US special envoy to Greenland reveals key details on new deal
US special envoy to Greenland reveals key details on new deal
Gov. Jeff Landry (R-LA), U.S. special envoy to Greenland, on Thursday divulged some new details about the deal that brought the United States and Europe from the brink of hostilities.
After a week of European fears that the trans-Atlantic alliance could permanently split, President Donald Trump backed down from his demands to annex Greenland, instead touting a new deal. The exact details of the deal still haven’t been divulged, similar to Landry’s op-ed for the New York Times. However, the special envoy did give a general outline and explain how it would benefit the U.S.

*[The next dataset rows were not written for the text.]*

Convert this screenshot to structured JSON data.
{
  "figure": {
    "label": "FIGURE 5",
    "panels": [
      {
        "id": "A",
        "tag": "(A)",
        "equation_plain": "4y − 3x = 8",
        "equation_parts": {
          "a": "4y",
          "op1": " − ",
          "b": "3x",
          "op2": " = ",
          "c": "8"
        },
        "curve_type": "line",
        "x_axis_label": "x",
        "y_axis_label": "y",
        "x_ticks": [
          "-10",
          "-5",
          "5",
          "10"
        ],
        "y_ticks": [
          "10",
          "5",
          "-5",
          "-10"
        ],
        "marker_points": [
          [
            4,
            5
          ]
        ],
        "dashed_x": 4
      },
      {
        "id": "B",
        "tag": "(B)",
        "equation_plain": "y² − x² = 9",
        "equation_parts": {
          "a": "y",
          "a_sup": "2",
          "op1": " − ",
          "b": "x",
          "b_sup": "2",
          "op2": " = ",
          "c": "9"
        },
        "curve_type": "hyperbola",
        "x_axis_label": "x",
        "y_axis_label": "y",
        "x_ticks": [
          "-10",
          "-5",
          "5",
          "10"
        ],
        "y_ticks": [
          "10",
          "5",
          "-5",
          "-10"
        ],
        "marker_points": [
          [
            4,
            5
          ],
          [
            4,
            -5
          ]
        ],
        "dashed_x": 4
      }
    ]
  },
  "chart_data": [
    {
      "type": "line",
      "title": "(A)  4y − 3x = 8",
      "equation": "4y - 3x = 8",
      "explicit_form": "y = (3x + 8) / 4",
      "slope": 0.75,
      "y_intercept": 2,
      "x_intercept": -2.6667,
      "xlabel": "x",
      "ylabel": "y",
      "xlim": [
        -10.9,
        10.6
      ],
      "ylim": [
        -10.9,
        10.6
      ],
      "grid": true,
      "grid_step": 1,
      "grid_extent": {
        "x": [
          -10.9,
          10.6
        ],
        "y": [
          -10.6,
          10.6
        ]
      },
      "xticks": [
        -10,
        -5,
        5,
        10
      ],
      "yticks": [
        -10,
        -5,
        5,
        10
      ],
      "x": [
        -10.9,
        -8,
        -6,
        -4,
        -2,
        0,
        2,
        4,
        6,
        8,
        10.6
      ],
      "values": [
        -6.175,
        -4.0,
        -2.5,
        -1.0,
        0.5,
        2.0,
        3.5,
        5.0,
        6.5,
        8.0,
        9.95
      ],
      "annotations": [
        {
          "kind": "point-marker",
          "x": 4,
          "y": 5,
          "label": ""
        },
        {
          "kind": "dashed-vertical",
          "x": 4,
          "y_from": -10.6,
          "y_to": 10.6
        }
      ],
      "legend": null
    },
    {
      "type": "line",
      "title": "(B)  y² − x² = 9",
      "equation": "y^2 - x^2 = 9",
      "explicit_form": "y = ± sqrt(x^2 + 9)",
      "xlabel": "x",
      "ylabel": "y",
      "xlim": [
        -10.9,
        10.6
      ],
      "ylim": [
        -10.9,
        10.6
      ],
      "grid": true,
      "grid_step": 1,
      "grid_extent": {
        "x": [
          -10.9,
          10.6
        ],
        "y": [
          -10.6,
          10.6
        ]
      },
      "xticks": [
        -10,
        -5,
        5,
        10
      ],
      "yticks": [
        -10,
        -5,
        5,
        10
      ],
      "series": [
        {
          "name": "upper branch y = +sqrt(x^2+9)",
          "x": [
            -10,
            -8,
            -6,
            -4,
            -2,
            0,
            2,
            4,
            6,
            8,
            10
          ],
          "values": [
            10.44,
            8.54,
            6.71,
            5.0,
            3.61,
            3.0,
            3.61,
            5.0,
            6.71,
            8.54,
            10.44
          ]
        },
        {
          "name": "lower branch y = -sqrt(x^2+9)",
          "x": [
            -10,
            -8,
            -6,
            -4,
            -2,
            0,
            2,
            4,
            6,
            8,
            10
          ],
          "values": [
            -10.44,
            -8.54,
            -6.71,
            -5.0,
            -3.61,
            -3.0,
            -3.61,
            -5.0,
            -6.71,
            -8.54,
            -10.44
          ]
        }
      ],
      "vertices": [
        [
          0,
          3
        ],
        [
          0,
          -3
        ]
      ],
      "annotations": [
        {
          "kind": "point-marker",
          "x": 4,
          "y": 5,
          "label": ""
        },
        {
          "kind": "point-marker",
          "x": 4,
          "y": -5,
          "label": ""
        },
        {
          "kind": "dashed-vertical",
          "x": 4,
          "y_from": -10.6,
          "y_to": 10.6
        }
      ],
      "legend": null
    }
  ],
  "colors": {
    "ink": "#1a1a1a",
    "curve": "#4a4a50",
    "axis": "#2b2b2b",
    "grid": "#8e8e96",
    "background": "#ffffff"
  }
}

“I cannot divulge the details, as they are being worked out, but the framework builds on the 1941 and 1951 defense agreements between the United States and Denmark and would enhance American, NATO and Greenlandic security and reaffirm longstanding trans-Atlantic defense obligations,” he wrote.
The new deal would expand the U.S.’s “operational freedom, support new bases and infrastructure, facilitate deployment of advanced missile-defense systems like the Golden Dome and crowd out hostile Chinese and Russian influence,” he added.
“These measures are not provocative — they are preventive,” Landry stressed, cognizant of the controversy surrounding the island.
In Landry’s telling, the core purpose of the deal is to signal that it will no longer outsource key national security needs to other parties.
“The era when the Arctic could be treated as remote, static, or secondary has passed. President Trump’s Greenland agreement confronts this reality directly. The president has been unequivocal: American dominance in the Arctic is nonnegotiable,” he wrote, adding that the deal “signals to allies and adversaries alike that the United States will not outsource its security responsibilities or retreat from critical terrain.”
Though still vague, Landry’s comments offer new hints as to what exactly was struck in the framework of a deal that Trump touted as a success at Davos, Switzerland.
TRUMP’S GREENLAND BID DRAWS FOCUS TO RARE EARTHS MINING POSSIBILITIES
On Sunday, Treasury Secretary Scott Bessent was similarly cagey on exact details, but promised that the new framework was much more favorable than the 1951 deal Denmark struck with the U.S. over the island.
“I promise you, the deal is not what we had before. It is much more fulsome for the United States.” Bessent said in an interview with ABC News’s This Week.
" Conservative News Daily does not always share or support the views and opinions expressed here; they are just those of the writer."